CNN

CNN is getting into the streaming game. The network says it is hiring hundreds of people and developing dozens of programs for a subscription streaming service, CNN+, that is set for an early 2022 launch. The service will exist alongside CNN's television networks and will feature eight to twelve hours of live programming a day. In addition to that live programming, CNN+ plans to air original series and will initiate what CNN chief digital officer Andrew Morse calls an "interactive community," which is intended to give subscribers the ability "to engage directly with our talent and experts about the issues that matter most to them." Morse will also serve as the executive in charge of CNN+. CNN is prevented from using its current live programming on the streaming channel because of deals with cable distributors, which it says bring in more than a billion dollars in profit annually.

Noah Shachtman
Noah Shachtman

Rolling Stone brings on Noah Shachtman, who has helmed the Daily Beast website since 2018, as the publication’s editor-in-chief. Shachtman will start his new position in September. He succeeds Jason Fine, who stepped down earlier this year, and now oversees Rolling Stone’s podcasts, video series and other digital journalism initiatives. Shachtman was hired by Rolling Stone president and chief operating officer Gus Jenner, whose father, Jann Wenner, sold a majority stake in the magazine to Penske Media in 2017. Shachtman told the New York Times that he plans to bring the hard-hitting style he employed at The Daily Beast to Rolling Stone. “It’s got to be faster, louder, harder,” he told the Times. “We’ve got to be getting scoops, taking people backstage, showing them parts of the world they don’t get to see every day,” Wenner says that the publication is currently profitable, with the print magazine boasting a circulation of about 500,000.

Bozoma Saint John
Bozoma Saint John

Netflix has axed three senior marketing executives after it was discovered that they had been complaining on Slack about other employees, including management, according to a report in The Hollywood Reporter. Two targets of the complaints were allegedly chief marketing officer Bozoma Saint John and vp original films marketing Jonathan Helfgot. However, a Netflix spokesperson told the Reporter the “depiction of the slack messages in question being critical of marketing is untrue.” While Helfgot was initially reluctant to fire the offending exec, the report says that he did so in response to pressure from higher-ups in the company. The firings illustrate the “radical transparency” that is said to be a pivotal part of the Netflix culture under co-CEO Ted Sarandos. “Ted told me it’s a firing offense because it’s destructive to the fabric of the company,” a source told the Reporter.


> _What is expected_
Everything from the line with "I need the location" to the end of the data below, both lines included, should be transcribed exactly; please omit the pictures.

* * * *

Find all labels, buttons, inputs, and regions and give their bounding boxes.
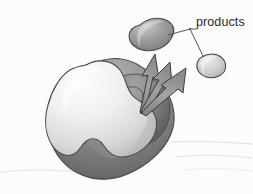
ground-line-upper-right bbox=[171, 141, 252, 144]
ground-line-left bbox=[0, 170, 78, 172]
ground-line-right-low bbox=[182, 169, 252, 171]
figure-canvas: products bbox=[0, 0, 253, 194]
ground-line-lower-right bbox=[176, 155, 252, 158]
arrow-origin-point bbox=[140, 111, 143, 114]
leader-line-junction bbox=[189, 28, 191, 30]
products-label: products bbox=[196, 15, 245, 29]
leader-line-to-small-product bbox=[190, 29, 203, 56]
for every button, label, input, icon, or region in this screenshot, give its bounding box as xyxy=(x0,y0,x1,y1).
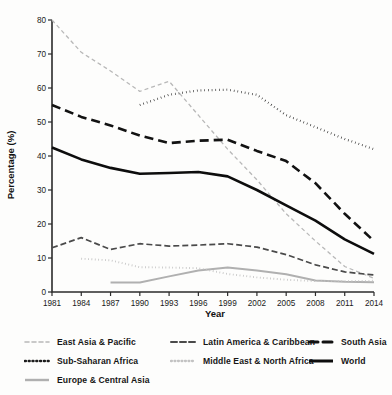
x-tick-label: 1984 xyxy=(72,299,91,308)
series-line-sub-saharan-africa xyxy=(140,90,374,150)
legend-label: Middle East & North Africa xyxy=(203,356,314,366)
legend-line-icon xyxy=(24,356,50,366)
legend-line-icon xyxy=(170,337,196,347)
y-tick-label: 60 xyxy=(37,84,47,93)
x-tick-label: 1999 xyxy=(219,299,238,308)
x-tick-label: 2005 xyxy=(277,299,296,308)
x-axis-title: Year xyxy=(205,308,225,319)
x-tick-label: 1996 xyxy=(189,299,208,308)
x-tick-label: 1981 xyxy=(43,299,62,308)
legend-line-icon xyxy=(24,375,50,385)
legend-line-icon xyxy=(170,356,196,366)
series-line-middle-east-north-africa xyxy=(81,259,374,281)
x-tick-label: 2014 xyxy=(365,299,384,308)
x-tick-label: 2002 xyxy=(248,299,267,308)
x-tick-label: 2011 xyxy=(336,299,354,308)
y-tick-label: 20 xyxy=(37,220,47,229)
legend-label: World xyxy=(341,356,366,366)
legend-line-icon xyxy=(308,356,334,366)
y-tick-label: 50 xyxy=(37,118,47,127)
y-tick-label: 30 xyxy=(37,186,47,195)
x-tick-label: 1993 xyxy=(160,299,179,308)
legend-line-icon xyxy=(24,337,50,347)
chart-axes xyxy=(48,20,374,296)
y-axis-title: Percentage (%) xyxy=(5,131,16,200)
series-line-world xyxy=(52,148,374,254)
y-tick-label: 40 xyxy=(37,152,47,161)
chart-legend: East Asia & PacificLatin America & Carib… xyxy=(0,326,392,395)
y-tick-label: 0 xyxy=(41,288,46,297)
legend-item-east-asia-pacific[interactable]: East Asia & Pacific xyxy=(24,337,170,347)
y-tick-label: 80 xyxy=(37,16,47,25)
legend-item-sub-saharan-africa[interactable]: Sub-Saharan Africa xyxy=(24,356,170,366)
y-tick-label: 70 xyxy=(37,50,47,59)
legend-item-south-asia[interactable]: South Asia xyxy=(308,337,387,347)
y-tick-label: 10 xyxy=(37,254,47,263)
legend-item-middle-east-north-africa[interactable]: Middle East & North Africa xyxy=(170,356,308,366)
legend-label: Latin America & Caribbean xyxy=(203,337,315,347)
x-tick-label: 2008 xyxy=(306,299,325,308)
chart-figure: 0102030405060708019811984198719901993199… xyxy=(0,0,392,395)
x-tick-label: 1987 xyxy=(101,299,120,308)
line-chart-plot: 0102030405060708019811984198719901993199… xyxy=(0,0,392,320)
legend-label: Sub-Saharan Africa xyxy=(57,356,138,366)
legend-label: South Asia xyxy=(341,337,387,347)
legend-item-latin-america-caribbean[interactable]: Latin America & Caribbean xyxy=(170,337,308,347)
legend-label: East Asia & Pacific xyxy=(57,337,136,347)
legend-label: Europe & Central Asia xyxy=(57,375,150,385)
series-line-east-asia-pacific xyxy=(52,20,374,278)
chart-series-layer xyxy=(52,20,374,282)
legend-item-world[interactable]: World xyxy=(308,356,387,366)
legend-item-europe-central-asia[interactable]: Europe & Central Asia xyxy=(24,375,170,385)
legend-line-icon xyxy=(308,337,334,347)
x-tick-label: 1990 xyxy=(131,299,150,308)
legend-grid: East Asia & PacificLatin America & Carib… xyxy=(24,332,384,389)
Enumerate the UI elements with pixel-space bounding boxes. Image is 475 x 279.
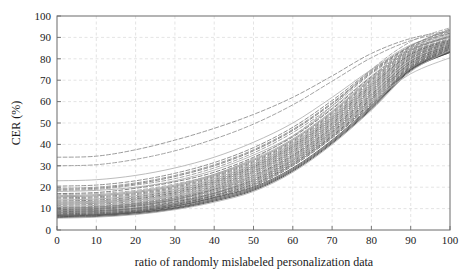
x-tick-label: 30 bbox=[169, 234, 181, 246]
cer-line-chart: 0102030405060708090100010203040506070809… bbox=[0, 0, 475, 279]
y-tick-label: 10 bbox=[40, 202, 52, 214]
x-axis-title: ratio of randomly mislabeled personaliza… bbox=[135, 255, 374, 269]
y-tick-label: 60 bbox=[40, 95, 52, 107]
x-tick-label: 10 bbox=[91, 234, 103, 246]
x-tick-label: 80 bbox=[366, 234, 378, 246]
y-tick-label: 0 bbox=[46, 224, 52, 236]
y-tick-label: 80 bbox=[40, 53, 52, 65]
x-tick-label: 100 bbox=[442, 234, 459, 246]
x-tick-label: 20 bbox=[130, 234, 142, 246]
chart-background bbox=[0, 0, 475, 279]
y-tick-label: 100 bbox=[35, 10, 52, 22]
y-tick-label: 90 bbox=[40, 31, 52, 43]
x-tick-label: 50 bbox=[248, 234, 260, 246]
y-tick-label: 30 bbox=[40, 160, 52, 172]
y-axis-title: CER (%) bbox=[9, 101, 23, 145]
x-tick-label: 60 bbox=[287, 234, 299, 246]
chart-figure: 0102030405060708090100010203040506070809… bbox=[0, 0, 475, 279]
y-tick-label: 20 bbox=[40, 181, 52, 193]
y-tick-label: 40 bbox=[40, 138, 52, 150]
x-tick-label: 0 bbox=[54, 234, 60, 246]
x-tick-label: 90 bbox=[405, 234, 417, 246]
x-tick-label: 40 bbox=[209, 234, 221, 246]
y-tick-label: 70 bbox=[40, 74, 52, 86]
y-tick-label: 50 bbox=[40, 117, 52, 129]
x-tick-label: 70 bbox=[327, 234, 339, 246]
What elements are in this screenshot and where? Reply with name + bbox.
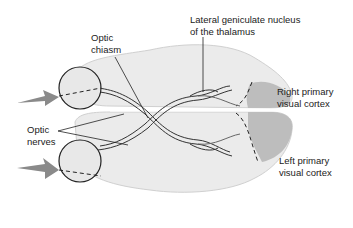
left-cortex-label: Left primary visual cortex [279,155,332,179]
optic-chiasm-label: Optic chiasm [91,32,121,56]
optic-nerves-label: Optic nerves [27,124,56,148]
lgn-label: Lateral geniculate nucleus of the thalam… [190,14,300,38]
right-cortex-label: Right primary visual cortex [277,86,334,110]
arrow-top-icon [17,90,59,106]
bottom-eye [59,140,101,182]
arrow-bottom-icon [17,158,59,179]
top-eye [59,67,101,109]
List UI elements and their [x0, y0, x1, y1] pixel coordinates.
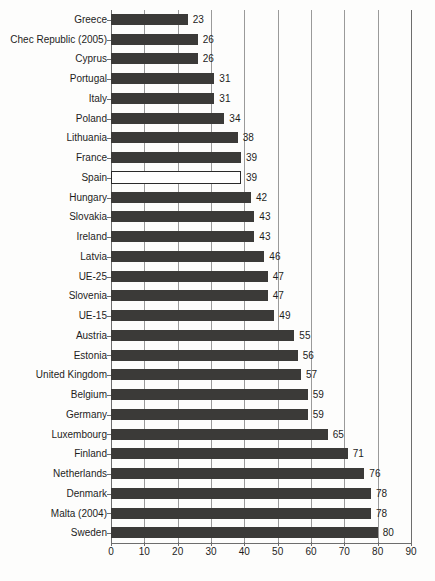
bar-row: 43: [111, 207, 412, 228]
bar-value-label: 39: [246, 169, 257, 186]
bar-value-label: 49: [279, 307, 290, 324]
bar-denmark: [111, 488, 371, 499]
bar-sweden: [111, 527, 378, 538]
bar-row: 46: [111, 247, 412, 268]
category-label: Cyprus: [0, 49, 107, 70]
category-label: Belgium: [0, 385, 107, 406]
bar-row: 76: [111, 464, 412, 485]
bar-finland: [111, 448, 348, 459]
bar-value-label: 59: [313, 386, 324, 403]
bar-row: 39: [111, 148, 412, 169]
category-label: United Kingdom: [0, 365, 107, 386]
bar-cyprus: [111, 53, 198, 64]
category-label: UE-25: [0, 267, 107, 288]
bar-row: 57: [111, 365, 412, 386]
bar-value-label: 65: [333, 426, 344, 443]
bar-row: 78: [111, 484, 412, 505]
bar-ue-25: [111, 271, 268, 282]
bar-value-label: 55: [299, 327, 310, 344]
category-label: Slovakia: [0, 207, 107, 228]
bar-row: 26: [111, 30, 412, 51]
bar-value-label: 43: [259, 208, 270, 225]
bar-value-label: 78: [376, 505, 387, 522]
bar-row: 31: [111, 89, 412, 110]
bar-row: 59: [111, 385, 412, 406]
bar-row: 38: [111, 128, 412, 149]
x-tick-label: 70: [339, 546, 350, 557]
bar-value-label: 34: [229, 110, 240, 127]
x-tick-label: 30: [205, 546, 216, 557]
category-label: Hungary: [0, 188, 107, 209]
bar-value-label: 47: [273, 287, 284, 304]
bar-series: 2326263131343839394243434647474955565759…: [111, 10, 412, 543]
bar-value-label: 43: [259, 228, 270, 245]
bar-germany: [111, 409, 308, 420]
x-tick-label: 80: [372, 546, 383, 557]
bar-value-label: 57: [306, 366, 317, 383]
bar-greece: [111, 14, 188, 25]
bar-row: 47: [111, 286, 412, 307]
bar-belgium: [111, 389, 308, 400]
category-label: Germany: [0, 405, 107, 426]
bar-italy: [111, 93, 214, 104]
bar-portugal: [111, 73, 214, 84]
category-label: Austria: [0, 326, 107, 347]
bar-ue-15: [111, 310, 274, 321]
category-label: Denmark: [0, 484, 107, 505]
category-label: Italy: [0, 89, 107, 110]
bar-value-label: 26: [203, 50, 214, 67]
bar-malta-2004: [111, 508, 371, 519]
category-label: Chec Republic (2005): [0, 30, 107, 51]
bar-row: 59: [111, 405, 412, 426]
bar-lithuania: [111, 132, 238, 143]
category-label: Greece: [0, 10, 107, 31]
bar-row: 55: [111, 326, 412, 347]
bar-row: 80: [111, 523, 412, 544]
bar-row: 78: [111, 504, 412, 525]
x-tick-label: 50: [272, 546, 283, 557]
bar-row: 23: [111, 10, 412, 31]
category-axis: GreeceChec Republic (2005)CyprusPortugal…: [0, 10, 107, 543]
bar-row: 26: [111, 49, 412, 70]
bar-france: [111, 152, 241, 163]
bar-hungary: [111, 192, 251, 203]
bar-value-label: 78: [376, 485, 387, 502]
bar-row: 47: [111, 267, 412, 288]
bar-chart: GreeceChec Republic (2005)CyprusPortugal…: [0, 0, 435, 581]
bar-value-label: 31: [219, 70, 230, 87]
category-label: Latvia: [0, 247, 107, 268]
bar-value-label: 59: [313, 406, 324, 423]
bar-austria: [111, 330, 294, 341]
bar-row: 71: [111, 444, 412, 465]
bar-row: 65: [111, 425, 412, 446]
bar-value-label: 39: [246, 149, 257, 166]
bar-value-label: 80: [383, 524, 394, 541]
bar-value-label: 31: [219, 90, 230, 107]
category-label: Sweden: [0, 523, 107, 544]
x-tick-label: 10: [139, 546, 150, 557]
bar-value-label: 23: [193, 11, 204, 28]
bar-spain: [111, 171, 241, 184]
bar-value-label: 38: [243, 129, 254, 146]
bar-row: 56: [111, 346, 412, 367]
bar-row: 42: [111, 188, 412, 209]
category-label: UE-15: [0, 306, 107, 327]
category-label: Slovenia: [0, 286, 107, 307]
x-tick-label: 60: [305, 546, 316, 557]
bar-united-kingdom: [111, 369, 301, 380]
x-tick-label: 40: [239, 546, 250, 557]
x-axis: 0102030405060708090: [111, 546, 412, 562]
category-label: Luxembourg: [0, 425, 107, 446]
bar-estonia: [111, 350, 298, 361]
x-tick-label: 90: [405, 546, 416, 557]
bar-row: 34: [111, 109, 412, 130]
category-label: Lithuania: [0, 128, 107, 149]
category-label: Spain: [0, 168, 107, 189]
x-tick-label: 0: [108, 546, 114, 557]
bar-netherlands: [111, 468, 364, 479]
bar-row: 39: [111, 168, 412, 189]
category-label: Portugal: [0, 69, 107, 90]
category-label: Finland: [0, 444, 107, 465]
bar-slovakia: [111, 211, 254, 222]
x-tick-label: 20: [172, 546, 183, 557]
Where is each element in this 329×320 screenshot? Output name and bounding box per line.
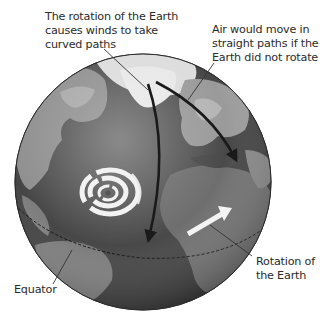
label-line: causes winds to take <box>45 24 178 38</box>
label-line: Equator <box>14 283 57 297</box>
label-curved-paths: The rotation of the Earth causes winds t… <box>45 10 178 52</box>
globe <box>15 53 275 310</box>
label-line: The rotation of the Earth <box>45 10 178 24</box>
label-line: Earth did not rotate <box>212 51 319 65</box>
label-line: Air would move in <box>212 23 319 37</box>
label-straight-paths: Air would move in straight paths if the … <box>212 23 319 65</box>
label-line: the Earth <box>256 269 315 283</box>
label-line: straight paths if the <box>212 37 319 51</box>
label-rotation: Rotation of the Earth <box>256 255 315 283</box>
label-equator: Equator <box>14 283 57 297</box>
label-line: curved paths <box>45 38 178 52</box>
label-line: Rotation of <box>256 255 315 269</box>
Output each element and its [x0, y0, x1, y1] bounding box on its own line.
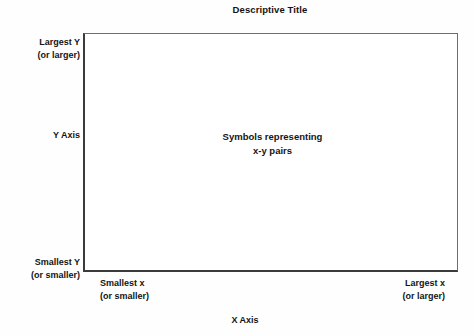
- plot-annotation-line1: Symbols representing: [223, 131, 323, 142]
- y-axis-title-text: Y Axis: [53, 130, 80, 140]
- chart-title-text: Descriptive Title: [233, 4, 308, 15]
- y-axis-max-sublabel-text: (or larger): [37, 49, 80, 62]
- y-axis-min-label: Smallest Y (or smaller): [31, 256, 80, 281]
- y-axis-min-sublabel-text: (or smaller): [31, 269, 80, 282]
- x-axis-max-label: Largest x (or larger): [402, 277, 445, 302]
- x-axis-max-label-text: Largest x: [405, 278, 445, 288]
- y-axis-max-label: Largest Y (or larger): [37, 36, 80, 61]
- plot-area: Symbols representing x-y pairs: [83, 33, 458, 272]
- x-axis-title: X Axis: [0, 314, 474, 327]
- y-axis-min-label-text: Smallest Y: [35, 257, 80, 267]
- x-axis-max-sublabel-text: (or larger): [402, 290, 445, 303]
- x-axis-title-text: X Axis: [231, 314, 258, 327]
- y-axis-title: Y Axis: [53, 129, 80, 142]
- plot-annotation: Symbols representing x-y pairs: [85, 130, 460, 157]
- scatter-plot-figure: Descriptive Title Symbols representing x…: [0, 0, 474, 335]
- x-axis-min-sublabel-text: (or smaller): [100, 290, 149, 303]
- x-axis-min-label-text: Smallest x: [100, 278, 145, 288]
- plot-annotation-line2: x-y pairs: [85, 144, 460, 158]
- y-axis-max-label-text: Largest Y: [39, 37, 80, 47]
- page-title: Descriptive Title: [0, 4, 474, 15]
- x-axis-min-label: Smallest x (or smaller): [100, 277, 149, 302]
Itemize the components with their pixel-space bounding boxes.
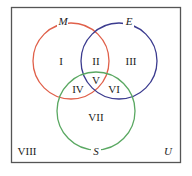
universe-label: U [164, 145, 173, 157]
set-s-label: S [93, 145, 99, 157]
region-viii-label: VIII [18, 145, 37, 157]
region-iv-label: IV [72, 83, 84, 95]
venn-diagram: M E S U I II III IV V VI VII VIII [0, 0, 192, 176]
set-m-label: M [57, 15, 68, 27]
region-v-label: V [92, 74, 100, 86]
region-vi-label: VI [108, 83, 120, 95]
region-iii-label: III [126, 55, 137, 67]
region-vii-label: VII [88, 111, 104, 123]
set-e-label: E [125, 15, 133, 27]
region-ii-label: II [92, 55, 100, 67]
region-i-label: I [59, 55, 63, 67]
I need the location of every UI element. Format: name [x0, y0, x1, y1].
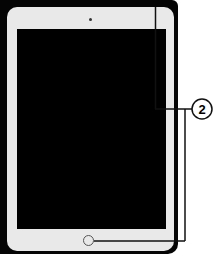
callout-number: 2 [198, 102, 205, 117]
callout-lines: 2 [0, 0, 222, 256]
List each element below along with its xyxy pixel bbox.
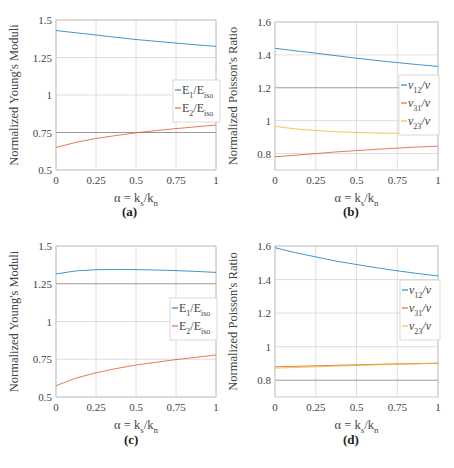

* * * *

> _Solution_
I need the location of every UI element. Format: name [x0, y0, x1, y1].
callout-number: 2 [198, 102, 205, 117]
callout-lines: 2 [0, 0, 222, 256]
List each element below along with its xyxy pixel bbox.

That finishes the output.